No use complaining to the Media Industry Development Authority because such things appear not to have come within the concern of "development".
The top chap there has now been made head of the Human Rights Commission in Fiji, something I would have thought was a conflict of interest, but whatever.
I see also that the Human Rights Commission has given $10,000 to the Attorney-General for the Prime Minister's Natural Disaster Relief and Rehabilitation Fund, accepted as a contribution that "is a gesture of solidarity with the Fijian Government as it rebuilds Fiji".
I remember, as I am sure Prof Narsey does, the A-G as a great supporter of democracy, back in the day when he was among our number who opposed coups and challenged the seriously bad constitution of the Qarase government.

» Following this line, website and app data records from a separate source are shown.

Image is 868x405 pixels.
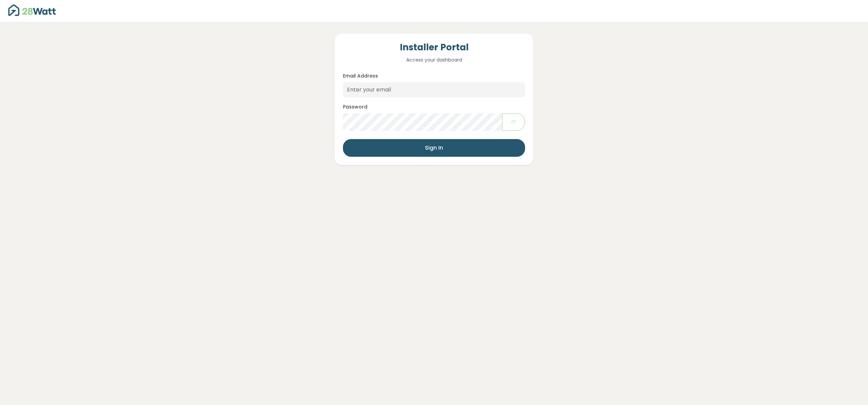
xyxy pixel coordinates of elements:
h4: Installer Portal [342,42,525,53]
input: Enter your email [342,82,525,97]
button: Sign In [342,139,525,157]
img: 28Watt [8,4,56,16]
label: Email Address [342,73,378,79]
label: Password [342,104,367,110]
p: Access your dashboard [342,56,525,64]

We now have a new Constitution, but not, alas, the one the people who had earlier stood with the Attorney-General had worked for, nor one that is free of overriding decrees.
So Prof Narsey is leaving "the 'home' that Fiji has been and will always be in my heart".
The home which he knew as a Toorak boy in hard colonial times, when his father worked a laundry and young Wadan did the deliveries after school — being told at the door of our then editor and publisher, Sir Len Usher, to use the tradesmen's entrance.
The home of guitar strumming and long nights of song from the 1960s; of being stranded overnight on Sandbank with the non-swimming love of his life, watching the tide rise; ofbarbecues on the beach with his boys and the time he stood on the buried lovo and squashed the yam; of being almost arrested for lurking on Suva sea wall with a pair of binoculars when only trying to spot Halley's comet; of running arguments about the perfect design of a barbecue and how to cook Chinese food; of much beer and more debate.
And he must remember the night the party drifted down to the sea wall, when the police came along to try and stop the dancing and listened patiently to denials of drinking and finally, in exasperation, said to him and even older mates: "Professor, look at your grey hairs, aren't you ashamed of yourselves — go home."
He is going to miss this home and if he really won't write any more critical, complaining, controversial columns, even from abroad, who then is going to inform and encourage us and publicly prod us out of apathy.